I've tested this script with bpftrace version 0.14.1 and v0.20.2.
b19b526758
tracing: document that peer addrs can be >68 chars
A v3 onion address with a `:` and a five digit port has a length of
68 chars. As noted in
https://github.com/bitcoin/bitcoin/pull/25832#discussion_r1781040991
peers e.g. added via hostname might have a longer CNode::m_addr_name.
These might be cut off in tracing tools.
e3622a9692
0xB10C force-pushed
on Feb 4, 2025
0xB10C
commented at 9:26 am on February 4, 2025:
contributor
The BIP155 approach is a bit more involved with making GetBIP155Network() public, introducing a ConnectedThroughBIP155Network() helper, and passing 0 (or something else?) for NET_INTERNAL as there is no BIP155 equivalent. With this approach, NET_UNROUTABLE isn’t exposed - e.g. 127.0.0.1 will get the BIP155 NetworkID for IPv4.

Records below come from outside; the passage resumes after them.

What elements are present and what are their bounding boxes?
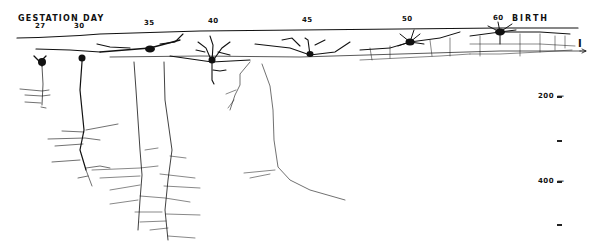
neuron-day-50	[360, 30, 470, 60]
neuron-day-35	[92, 34, 200, 240]
neuron-day-45	[244, 38, 350, 200]
neuron-day-30	[36, 49, 118, 186]
soma-day-45	[307, 51, 314, 57]
soma-day-35	[145, 46, 155, 53]
neuron-day-40	[170, 36, 250, 110]
soma-day-40	[209, 57, 216, 64]
soma-day-60	[495, 29, 505, 36]
neuron-development-drawing	[0, 0, 600, 244]
soma-day-27	[38, 58, 46, 66]
soma-day-30	[79, 55, 86, 62]
layer-one-boundary	[110, 51, 580, 57]
soma-day-50	[406, 39, 415, 46]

The network name as string approach exposes NET_UNROUTABLE as not_publicly_routable and NET_INTERNAL as internal. We have these in -netinfo too.
I have a slight preference on BIP155 NetworkIDs over keeping-as-is or network name as string.
laanwj
commented at 2:50 pm on February 9, 2025:
member
I have a slight preference on BIP155 NetworkIDs over keeping-as-is or network name as string.
Agree. Strings are sensitive to typos, and require extra effort for matching when doing statistics. i think even the current enumeration is better than that. BIP155 is a good suggestion, but as you have to make up non-standard values, and handle NET_UNROUTABLE differently i’m not entirely sure.
The purpose of tracing is to gain insight into internal state so logging the actual values makes more sense than thinking up a new convention. The internal enumeration is likely stable enough to warrant being a (semi-)stable interface.
sipa
commented at 3:22 pm on February 9, 2025:
member
The BIP155 approach is a bit more involved with making GetBIP155Network() public, introducing a ConnectedThroughBIP155Network() helper, and passing 0 (or something else?) for NET_INTERNAL as there is no BIP155 equivalent.
Given that BIP155 network IDs are uint8_t’s, I think it suffices to pick a value outside of that range for unreachable. For example, 0x100, or 0xffffffff for a uint32_t, or -1 for a signed integer type.
Using 0 works too of course, and I guess it won’t get assigned in future extensions, but using something outside of the range might be even more future-proof.
0xB10C
commented at 2:46 pm on February 12, 2025:
contributor
Agree. Strings are sensitive to typos, and require extra effort for matching when doing statistics. i think even the current enumeration is better than that. BIP155 is a good suggestion, but as you have to make up non-standard values, and handle NET_UNROUTABLE differently i’m not entirely sure.
The purpose of tracing is to gain insight into internal state so logging the actual values makes more sense than thinking up a new convention. The internal enumeration is likely stable enough to warrant being a (semi-)stable interface.
I tend to agree. A few toughs:
Mapping the internal Network enum to other values makes it harder to go from tracepoint output/observation to Bitcoin Core internals again
Using a third (1. Network enum, 2. BIP155) protocol “BIP155 extended for tracepoint interface to handle Bitcoin Core internal values not present in BIP155” seems weird, confusing, and not worth it (?). If mapping to BIP155 would have been more straight forward, I’d have been happy to use it.
Personally, I’d favor to avoid changes/functions (like ConnectedThroughBIP155Network(), making GetBIP155Network() public) that are only used by or useful for tracepoints.